*** Provided material

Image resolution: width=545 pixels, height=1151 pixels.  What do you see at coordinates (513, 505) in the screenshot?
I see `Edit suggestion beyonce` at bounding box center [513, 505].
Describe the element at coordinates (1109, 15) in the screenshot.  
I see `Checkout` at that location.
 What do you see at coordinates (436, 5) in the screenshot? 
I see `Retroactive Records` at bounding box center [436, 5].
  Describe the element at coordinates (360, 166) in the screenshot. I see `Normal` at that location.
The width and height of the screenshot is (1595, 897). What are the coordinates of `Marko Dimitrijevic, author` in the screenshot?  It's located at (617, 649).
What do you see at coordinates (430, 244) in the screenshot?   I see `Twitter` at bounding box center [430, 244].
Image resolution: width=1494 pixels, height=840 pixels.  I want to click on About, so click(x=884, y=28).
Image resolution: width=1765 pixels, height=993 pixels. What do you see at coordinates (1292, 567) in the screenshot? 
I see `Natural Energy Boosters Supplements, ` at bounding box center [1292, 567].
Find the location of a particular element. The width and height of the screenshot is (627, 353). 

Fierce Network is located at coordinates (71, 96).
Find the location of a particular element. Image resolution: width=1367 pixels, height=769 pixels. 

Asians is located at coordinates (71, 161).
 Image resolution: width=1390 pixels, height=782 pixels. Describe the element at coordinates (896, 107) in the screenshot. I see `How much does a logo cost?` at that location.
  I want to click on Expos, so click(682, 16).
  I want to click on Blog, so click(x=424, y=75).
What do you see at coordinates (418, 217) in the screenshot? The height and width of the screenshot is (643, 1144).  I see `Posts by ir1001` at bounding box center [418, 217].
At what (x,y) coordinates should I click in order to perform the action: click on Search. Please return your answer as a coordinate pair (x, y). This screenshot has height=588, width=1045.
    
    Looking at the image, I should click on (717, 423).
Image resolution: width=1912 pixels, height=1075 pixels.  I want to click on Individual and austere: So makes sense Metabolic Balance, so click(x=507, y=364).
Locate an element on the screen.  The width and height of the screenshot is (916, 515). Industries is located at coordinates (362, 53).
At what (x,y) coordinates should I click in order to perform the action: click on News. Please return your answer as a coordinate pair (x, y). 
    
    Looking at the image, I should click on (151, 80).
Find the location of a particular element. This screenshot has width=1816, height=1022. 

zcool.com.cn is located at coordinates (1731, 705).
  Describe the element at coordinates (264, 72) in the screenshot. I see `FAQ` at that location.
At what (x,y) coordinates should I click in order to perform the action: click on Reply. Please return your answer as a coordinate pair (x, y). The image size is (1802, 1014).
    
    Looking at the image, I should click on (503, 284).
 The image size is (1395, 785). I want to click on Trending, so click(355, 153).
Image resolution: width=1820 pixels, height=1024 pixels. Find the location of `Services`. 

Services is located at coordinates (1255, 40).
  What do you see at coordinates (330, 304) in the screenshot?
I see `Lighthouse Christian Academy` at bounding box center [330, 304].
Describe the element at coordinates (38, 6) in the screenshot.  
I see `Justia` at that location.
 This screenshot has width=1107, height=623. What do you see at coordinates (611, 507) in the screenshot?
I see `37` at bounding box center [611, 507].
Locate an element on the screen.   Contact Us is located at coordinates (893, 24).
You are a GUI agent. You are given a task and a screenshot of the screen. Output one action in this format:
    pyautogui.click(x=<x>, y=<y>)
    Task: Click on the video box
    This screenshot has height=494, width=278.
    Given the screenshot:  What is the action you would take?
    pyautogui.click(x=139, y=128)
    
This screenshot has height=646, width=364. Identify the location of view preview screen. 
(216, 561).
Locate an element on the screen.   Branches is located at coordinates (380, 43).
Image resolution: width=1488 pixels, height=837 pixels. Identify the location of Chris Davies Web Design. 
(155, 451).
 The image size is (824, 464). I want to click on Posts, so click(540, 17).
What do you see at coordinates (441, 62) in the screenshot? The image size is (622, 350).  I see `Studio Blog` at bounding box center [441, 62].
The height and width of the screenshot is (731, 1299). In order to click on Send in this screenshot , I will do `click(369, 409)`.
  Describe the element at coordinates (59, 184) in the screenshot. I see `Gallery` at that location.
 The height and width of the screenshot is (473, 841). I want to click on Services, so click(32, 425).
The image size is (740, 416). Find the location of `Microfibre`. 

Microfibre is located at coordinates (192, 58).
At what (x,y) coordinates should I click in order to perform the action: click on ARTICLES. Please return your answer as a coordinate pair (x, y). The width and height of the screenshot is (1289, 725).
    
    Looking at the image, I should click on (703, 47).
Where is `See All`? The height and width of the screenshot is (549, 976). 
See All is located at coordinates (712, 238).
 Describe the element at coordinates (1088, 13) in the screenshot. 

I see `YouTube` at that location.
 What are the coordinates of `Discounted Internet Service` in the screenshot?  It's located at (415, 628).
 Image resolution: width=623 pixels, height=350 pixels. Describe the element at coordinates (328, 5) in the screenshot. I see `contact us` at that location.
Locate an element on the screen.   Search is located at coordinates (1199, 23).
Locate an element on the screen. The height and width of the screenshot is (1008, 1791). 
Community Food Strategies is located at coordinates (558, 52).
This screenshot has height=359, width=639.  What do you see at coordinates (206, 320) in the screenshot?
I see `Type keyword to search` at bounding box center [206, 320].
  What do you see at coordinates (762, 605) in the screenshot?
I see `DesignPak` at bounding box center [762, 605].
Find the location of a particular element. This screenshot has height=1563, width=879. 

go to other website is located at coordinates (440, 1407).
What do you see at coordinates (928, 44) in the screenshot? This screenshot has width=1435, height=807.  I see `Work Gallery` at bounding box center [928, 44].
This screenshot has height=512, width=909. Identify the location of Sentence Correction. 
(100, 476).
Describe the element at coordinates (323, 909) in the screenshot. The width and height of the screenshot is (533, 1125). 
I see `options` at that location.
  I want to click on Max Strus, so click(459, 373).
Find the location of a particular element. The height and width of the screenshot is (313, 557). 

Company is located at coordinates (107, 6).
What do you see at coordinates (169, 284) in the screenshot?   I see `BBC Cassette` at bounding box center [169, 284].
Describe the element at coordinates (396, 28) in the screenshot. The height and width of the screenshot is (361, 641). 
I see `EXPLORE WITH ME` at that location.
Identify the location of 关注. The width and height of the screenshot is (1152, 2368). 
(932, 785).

******

■ Instructions to follow:
Restate the material exactly as given.

■ Your response:
Image resolution: width=545 pixels, height=1151 pixels.  What do you see at coordinates (513, 505) in the screenshot?
I see `Edit suggestion beyonce` at bounding box center [513, 505].
Describe the element at coordinates (1109, 15) in the screenshot.  
I see `Checkout` at that location.
 What do you see at coordinates (436, 5) in the screenshot? 
I see `Retroactive Records` at bounding box center [436, 5].
  Describe the element at coordinates (360, 166) in the screenshot. I see `Normal` at that location.
The width and height of the screenshot is (1595, 897). What are the coordinates of `Marko Dimitrijevic, author` in the screenshot?  It's located at (617, 649).
What do you see at coordinates (430, 244) in the screenshot?   I see `Twitter` at bounding box center [430, 244].
Image resolution: width=1494 pixels, height=840 pixels.  I want to click on About, so click(x=884, y=28).
Image resolution: width=1765 pixels, height=993 pixels. What do you see at coordinates (1292, 567) in the screenshot? 
I see `Natural Energy Boosters Supplements, ` at bounding box center [1292, 567].
Find the location of a particular element. The width and height of the screenshot is (627, 353). 

Fierce Network is located at coordinates (71, 96).
Find the location of a particular element. Image resolution: width=1367 pixels, height=769 pixels. 

Asians is located at coordinates (71, 161).
 Image resolution: width=1390 pixels, height=782 pixels. Describe the element at coordinates (896, 107) in the screenshot. I see `How much does a logo cost?` at that location.
  I want to click on Expos, so click(682, 16).
  I want to click on Blog, so click(x=424, y=75).
What do you see at coordinates (418, 217) in the screenshot? The height and width of the screenshot is (643, 1144).  I see `Posts by ir1001` at bounding box center [418, 217].
At what (x,y) coordinates should I click in order to perform the action: click on Search. Please return your answer as a coordinate pair (x, y). This screenshot has height=588, width=1045.
    
    Looking at the image, I should click on (717, 423).
Image resolution: width=1912 pixels, height=1075 pixels.  I want to click on Individual and austere: So makes sense Metabolic Balance, so click(x=507, y=364).
Locate an element on the screen.  The width and height of the screenshot is (916, 515). Industries is located at coordinates (362, 53).
At what (x,y) coordinates should I click in order to perform the action: click on News. Please return your answer as a coordinate pair (x, y). 
    
    Looking at the image, I should click on (151, 80).
Find the location of a particular element. This screenshot has width=1816, height=1022. 

zcool.com.cn is located at coordinates (1731, 705).
  Describe the element at coordinates (264, 72) in the screenshot. I see `FAQ` at that location.
At what (x,y) coordinates should I click in order to perform the action: click on Reply. Please return your answer as a coordinate pair (x, y). The image size is (1802, 1014).
    
    Looking at the image, I should click on (503, 284).
 The image size is (1395, 785). I want to click on Trending, so click(355, 153).
Image resolution: width=1820 pixels, height=1024 pixels. Find the location of `Services`. 

Services is located at coordinates (1255, 40).
  What do you see at coordinates (330, 304) in the screenshot?
I see `Lighthouse Christian Academy` at bounding box center [330, 304].
Describe the element at coordinates (38, 6) in the screenshot.  
I see `Justia` at that location.
 This screenshot has width=1107, height=623. What do you see at coordinates (611, 507) in the screenshot?
I see `37` at bounding box center [611, 507].
Locate an element on the screen.   Contact Us is located at coordinates (893, 24).
You are a GUI agent. You are given a task and a screenshot of the screen. Output one action in this format:
    pyautogui.click(x=<x>, y=<y>)
    Task: Click on the video box
    This screenshot has height=494, width=278.
    Given the screenshot:  What is the action you would take?
    pyautogui.click(x=139, y=128)
    
This screenshot has height=646, width=364. Identify the location of view preview screen. 
(216, 561).
Locate an element on the screen.   Branches is located at coordinates (380, 43).
Image resolution: width=1488 pixels, height=837 pixels. Identify the location of Chris Davies Web Design. 
(155, 451).
 The image size is (824, 464). I want to click on Posts, so click(540, 17).
What do you see at coordinates (441, 62) in the screenshot? The image size is (622, 350).  I see `Studio Blog` at bounding box center [441, 62].
The height and width of the screenshot is (731, 1299). In order to click on Send in this screenshot , I will do `click(369, 409)`.
  Describe the element at coordinates (59, 184) in the screenshot. I see `Gallery` at that location.
 The height and width of the screenshot is (473, 841). I want to click on Services, so click(32, 425).
The image size is (740, 416). Find the location of `Microfibre`. 

Microfibre is located at coordinates (192, 58).
At what (x,y) coordinates should I click in order to perform the action: click on ARTICLES. Please return your answer as a coordinate pair (x, y). The width and height of the screenshot is (1289, 725).
    
    Looking at the image, I should click on (703, 47).
Where is `See All`? The height and width of the screenshot is (549, 976). 
See All is located at coordinates (712, 238).
 Describe the element at coordinates (1088, 13) in the screenshot. 

I see `YouTube` at that location.
 What are the coordinates of `Discounted Internet Service` in the screenshot?  It's located at (415, 628).
 Image resolution: width=623 pixels, height=350 pixels. Describe the element at coordinates (328, 5) in the screenshot. I see `contact us` at that location.
Locate an element on the screen.   Search is located at coordinates (1199, 23).
Locate an element on the screen. The height and width of the screenshot is (1008, 1791). 
Community Food Strategies is located at coordinates (558, 52).
This screenshot has height=359, width=639.  What do you see at coordinates (206, 320) in the screenshot?
I see `Type keyword to search` at bounding box center [206, 320].
  What do you see at coordinates (762, 605) in the screenshot?
I see `DesignPak` at bounding box center [762, 605].
Find the location of a particular element. This screenshot has height=1563, width=879. 

go to other website is located at coordinates (440, 1407).
What do you see at coordinates (928, 44) in the screenshot? This screenshot has width=1435, height=807.  I see `Work Gallery` at bounding box center [928, 44].
This screenshot has height=512, width=909. Identify the location of Sentence Correction. 
(100, 476).
Describe the element at coordinates (323, 909) in the screenshot. The width and height of the screenshot is (533, 1125). 
I see `options` at that location.
  I want to click on Max Strus, so click(459, 373).
Find the location of a particular element. The height and width of the screenshot is (313, 557). 

Company is located at coordinates (107, 6).
What do you see at coordinates (169, 284) in the screenshot?   I see `BBC Cassette` at bounding box center [169, 284].
Describe the element at coordinates (396, 28) in the screenshot. The height and width of the screenshot is (361, 641). 
I see `EXPLORE WITH ME` at that location.
Identify the location of 关注. The width and height of the screenshot is (1152, 2368). 
(932, 785).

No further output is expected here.